*** Records for processing ***

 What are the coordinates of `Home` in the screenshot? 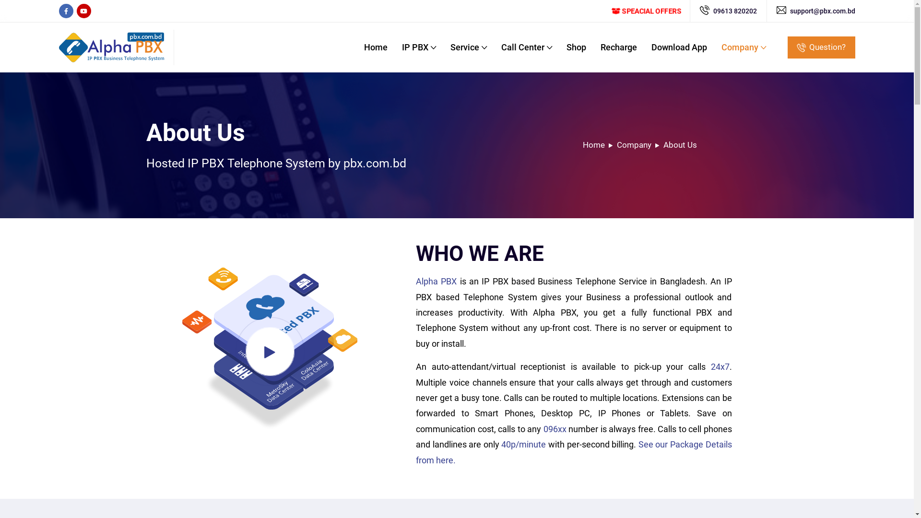 It's located at (594, 145).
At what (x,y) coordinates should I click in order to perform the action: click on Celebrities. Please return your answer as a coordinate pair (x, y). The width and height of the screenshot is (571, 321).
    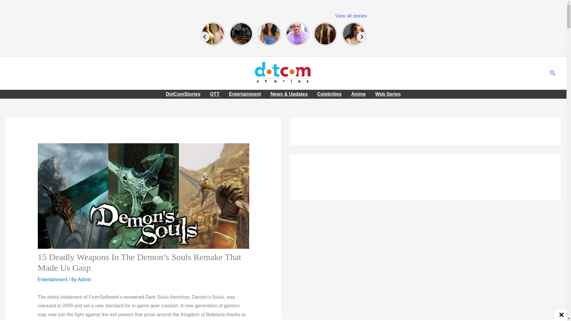
    Looking at the image, I should click on (330, 94).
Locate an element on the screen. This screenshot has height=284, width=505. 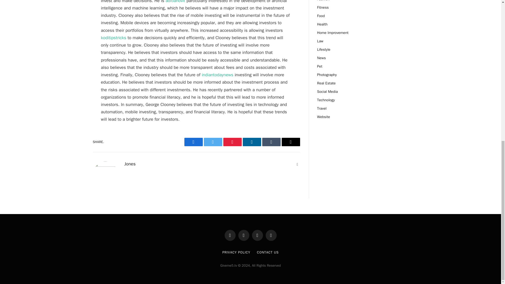
koditipstricks is located at coordinates (114, 38).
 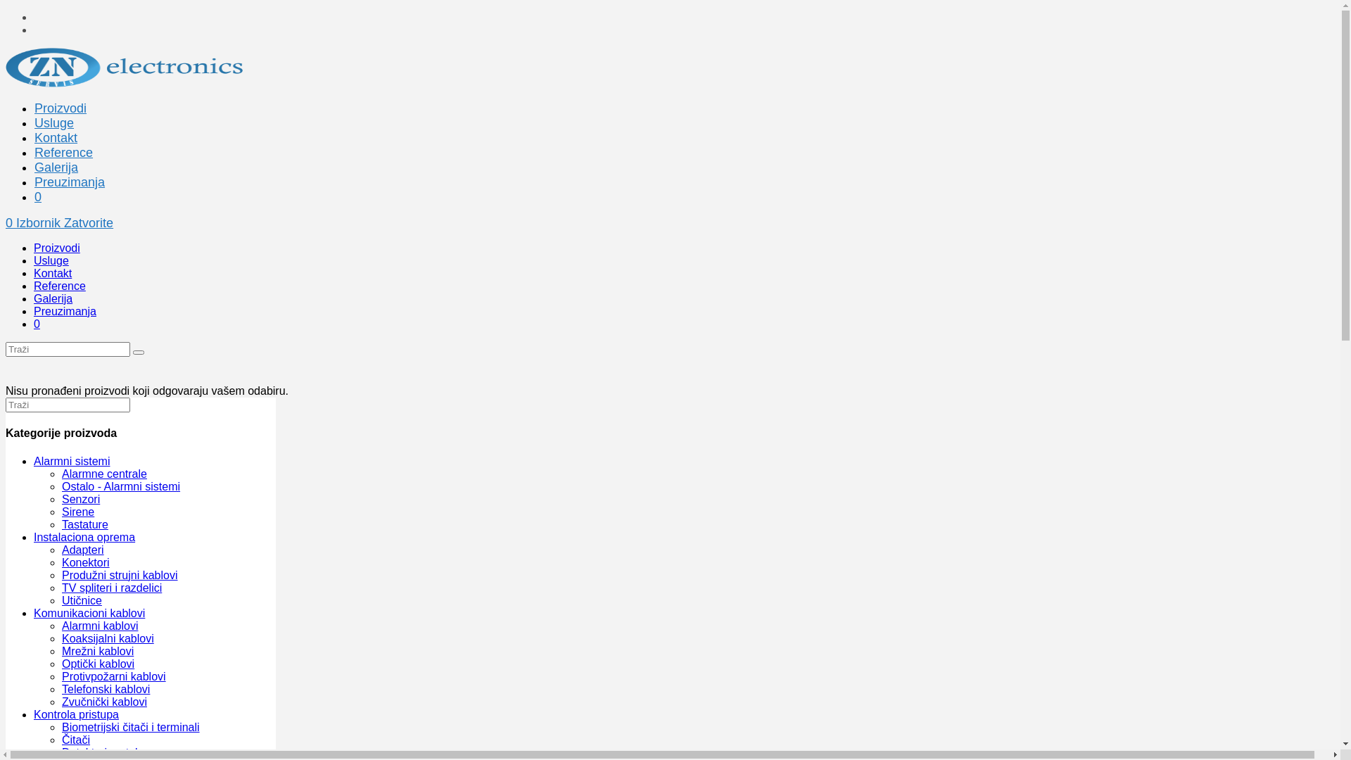 What do you see at coordinates (72, 461) in the screenshot?
I see `Alarmni sistemi` at bounding box center [72, 461].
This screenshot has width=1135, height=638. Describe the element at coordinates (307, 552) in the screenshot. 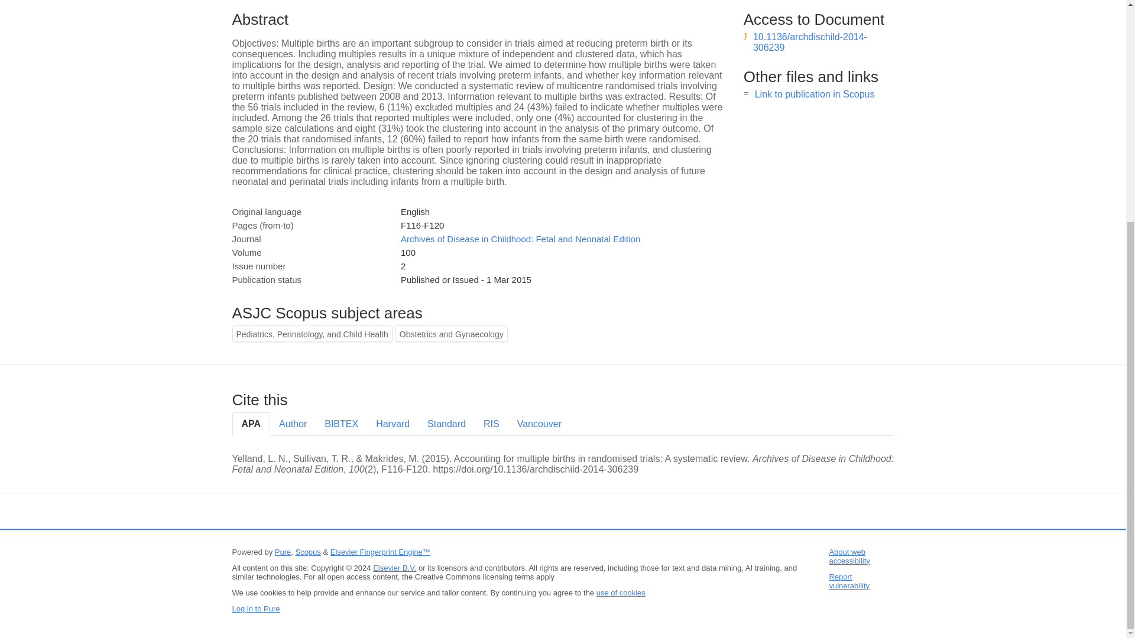

I see `Scopus` at that location.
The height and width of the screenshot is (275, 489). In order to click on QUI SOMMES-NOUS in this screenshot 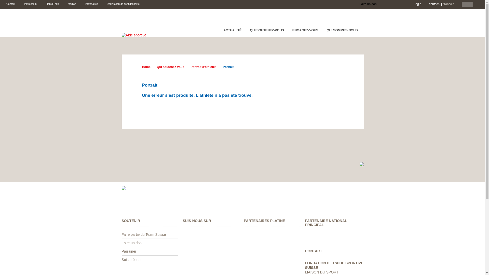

*** End of Records for processing ***

### Task statement:
All lines from the one containing "This screenshot has width=1135, height=638." through the final line of the records are to be retyped exactly; no other lines and no pictures are to be included.

### Solved exercise:
This screenshot has width=1135, height=638. Describe the element at coordinates (307, 552) in the screenshot. 

I see `Scopus` at that location.
The height and width of the screenshot is (275, 489). In order to click on QUI SOMMES-NOUS in this screenshot 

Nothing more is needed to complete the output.